Anonymous wrote:
Anonymous wrote:
Anonymous wrote:Is Chris interested in the schools at all or is he just a profit driven salesman?
I think it's hard to work at BASIS and be truly interested or invested in the schools. There's no effort to build community and excellence at current schools, it's all about expansion. We get used to thinking of the school as a product. Sometimes it's easy to forget that the families and students are individuals with their own unique hopes, dreams, strengths, and weaknesses. To us, they become numbers. It's sad, really.
I call BS and think you are troll or disgruntled employee. We are a former Basis family, we left for a specific HS which was always the plan. The community was great. The challenge at a MS/ HS school like Basis DC is that students come from all over the city and mostly get there on their own. That dynamic required a different way of thinkng to build the community. There has been an effort to do this by using room parents to organize activities, in addition to school wide events.
Most of the staff and administration were caring and passionate about what kids are capable of doing.
I think the model is tremendous. As a charter school in DC, they had to take anyone who applied. They grossly underestimated how far behind some children would be, and how long it would take to remediate and the severe behavioral problems they woulkd encounter. As a rigorous, private school model I would absolutely choose Basis. They can select students, admitting children who were bright, wanted to learn, are on grade level, and who don't hijack the learning environment with their behavioral problems.
If you have no experience with the school, your comments are not really germane to this discussion. However, it is obvious you like to bloviate asnd detract from any new venture.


**Task:**
Once you reach the line with "Identify the location", transcribe it and every line after it to the end of the records, exactly, but not the pictures.

** Data records follows **

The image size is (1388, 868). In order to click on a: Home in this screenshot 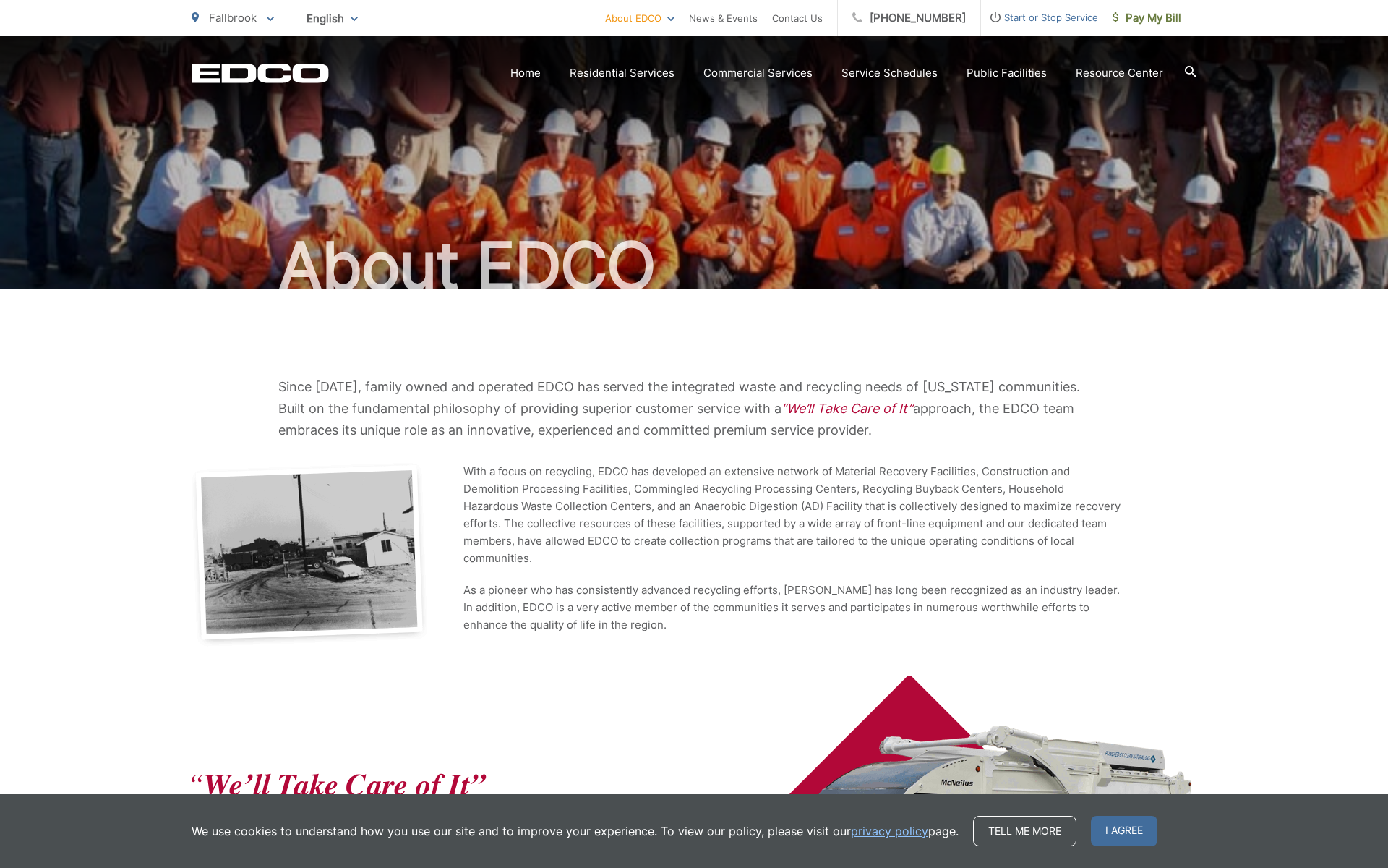, I will do `click(526, 73)`.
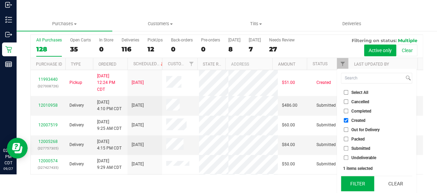 The height and width of the screenshot is (193, 437). What do you see at coordinates (178, 64) in the screenshot?
I see `a: Customer` at bounding box center [178, 64].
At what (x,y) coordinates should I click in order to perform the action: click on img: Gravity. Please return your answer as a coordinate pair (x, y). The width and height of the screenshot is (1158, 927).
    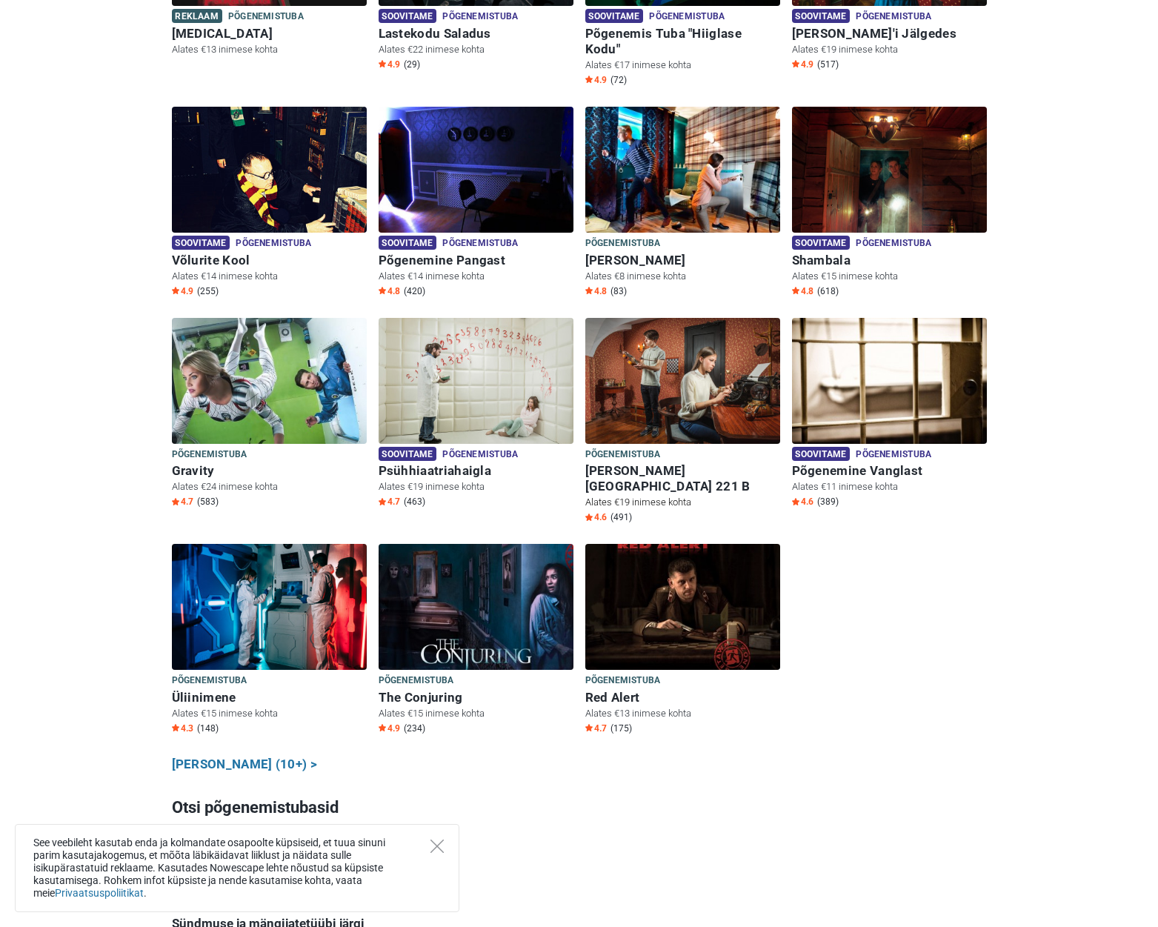
    Looking at the image, I should click on (269, 381).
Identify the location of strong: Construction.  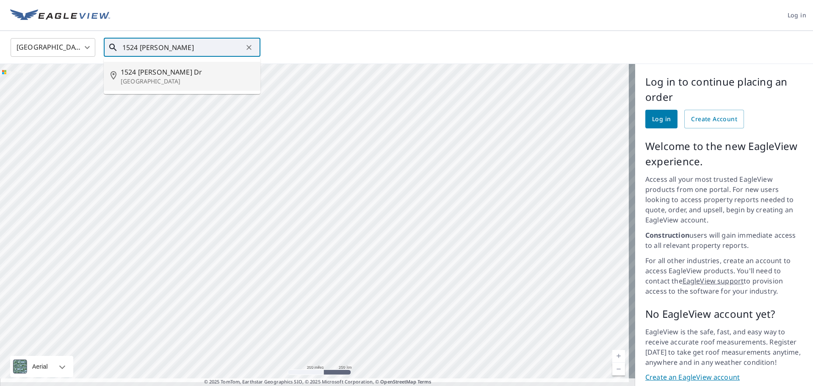
(668, 235).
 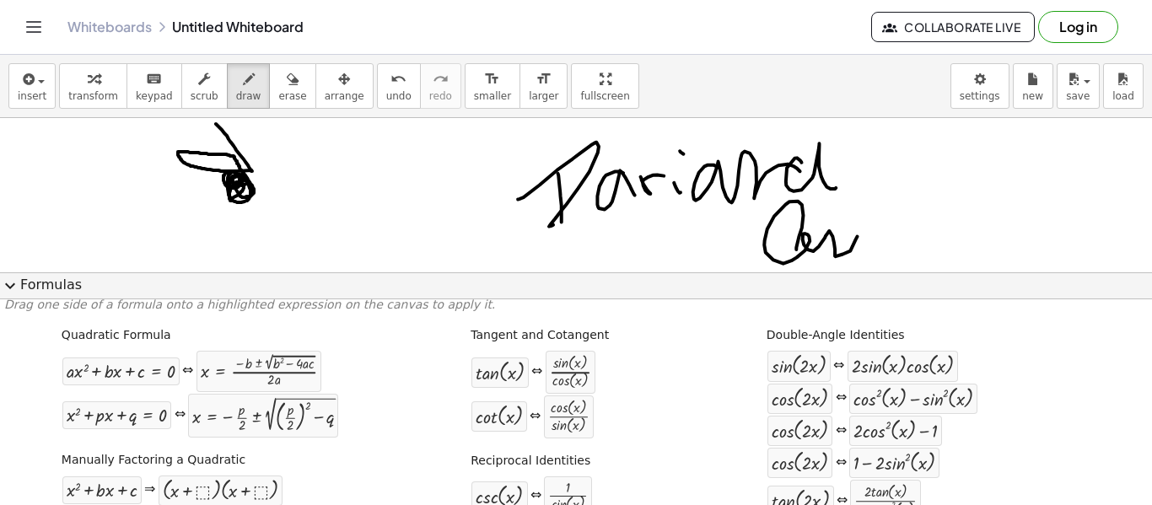 I want to click on button: transform, so click(x=93, y=86).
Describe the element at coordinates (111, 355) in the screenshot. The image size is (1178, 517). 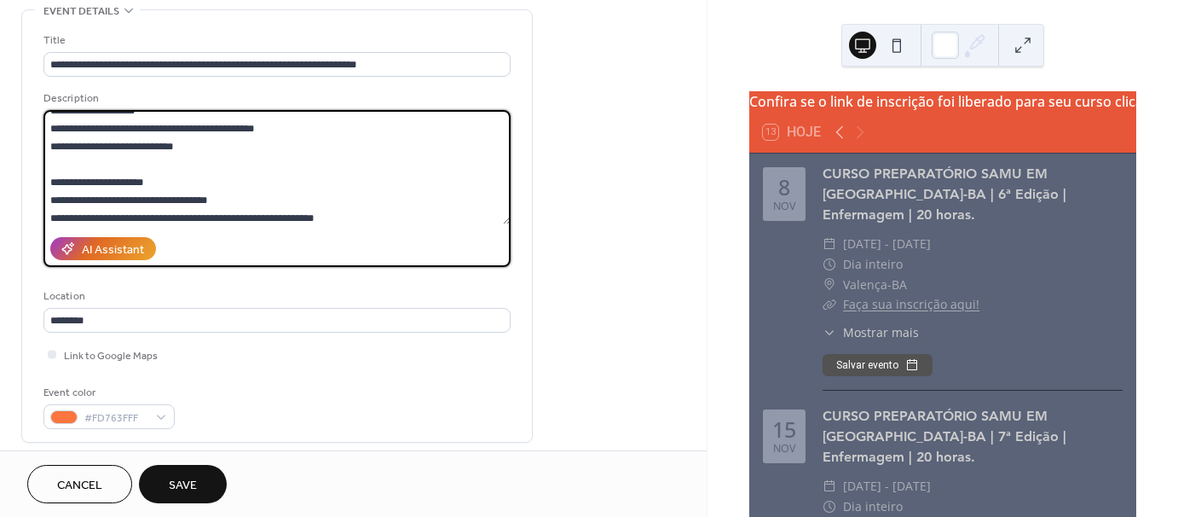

** End of Data records **

**Answer to this exercise:**
Identify the location of strong: Construction.  
(668, 235).
  I want to click on button: transform, so click(x=93, y=86).
Describe the element at coordinates (111, 355) in the screenshot. The image size is (1178, 517). 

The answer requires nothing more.